The Second Amendment Problem
The Second Amendment, stripped to its core, is about the right to not be defenseless against concentrated power. Set aside the debate about what that means physically. Think about what it means informationally.
If the only proof of your life, your work, your competence, your decisions, your track record lives in databases you don't control — you are unarmed.
When an institution says "our records show…" and your records show nothing — because you don't have records — you lose. When an employer says "we have no record of that project" and you have no sealed evidence of your contribution — you lose. When a credentialing body says "we can't verify that" and you have nothing to offer except your word — you lose.
Every dispute between an individual and an institution comes down to the same asymmetry: they have records and you don't. They have archives and you have memory. They have systems and you have stories.
You cannot defend your own reality because you have no evidence of it. Not because the evidence doesn't exist — but because it was never stored in a place you control.
The receipt is the right to bear your own proof. To hold, in your own hands, the sealed evidence of what you did, what happened, and what came back when your aim touched reality. Not hosted. Not dependent. Not revocable. Yours.
An individual without their own records is an individual who cannot defend themselves against any institution that decides to rewrite the story.
The Question Nobody Asks
Here is the question underneath all of this:
If every system that confirms your reality disappeared tomorrow — every platform, every database, every institutional record — could you prove you're you?
Could you prove what you've done? Could you prove what you know? Could you prove where you've been, who you've helped, what you've built?
Or would you be starting from zero — a person with a lifetime of experience and nothing to show for it except the willingness to start over and re-prove everything from scratch?
That's the position most people are in right now. They just don't know it yet. Because the systems are still running. The platforms are still up.
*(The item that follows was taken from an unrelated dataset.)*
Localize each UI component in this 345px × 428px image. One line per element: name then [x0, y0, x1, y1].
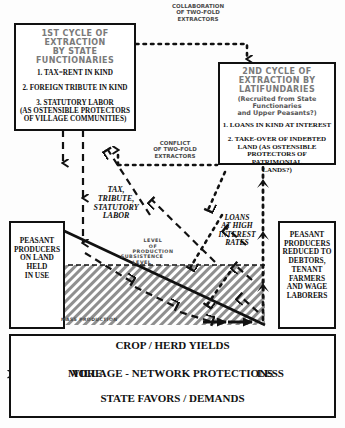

The databases haven't been deleted or breached or sunset or acquired by a company that doesn't care about your archive.
Yet.
The Alternative
GetReceipts exists because no one should need permission from an institution to prove their own reality.
Every receipt you create is sealed by you, stored by you, controlled by you. It doesn't live in our system. It lives on your device. When you share it, the recipient can verify the seal without contacting us, without querying a database, without trusting a platform. The verification is cryptographic — the math confirms or denies. No intermediary required.
Over time, your receipts become your archive. Not a profile someone else maintains about you. Not a reputation score someone else calculates. A first-person record of what you aimed for, what you tried, what happened, and what came back. Sealed. Portable. Yours.
If LinkedIn disappears, your receipts remain. If your employer deletes your records, your receipts remain. If a platform changes its terms, your receipts remain. If every system that currently confirms your reality shuts down simultaneously — your receipts remain.
Because they were never in the system. They were in your hands.
You Are Real
You don't need a platform to confirm it. You don't need an institution to verify it. You don't need a database you can't access to store the evidence of your own life.
You need your own record. Sealed by your own hand. Stored in your own space. Shareable on your own terms. Verifiable by anyone. Controlled by no one except you.
The right to speak is meaningless without the right to keep your own record of what you said. The right to defend yourself is meaningless without evidence you control. The right to exist — as a professional, as a citizen, as a person with a history — is meaningless if the proof of that existence lives in someone else's server room.
Your receipts are yours.
You are real because you say so — and you can prove it.
You are real. Your receipts prove it. No one else's permission required. Start at getreceipts.com.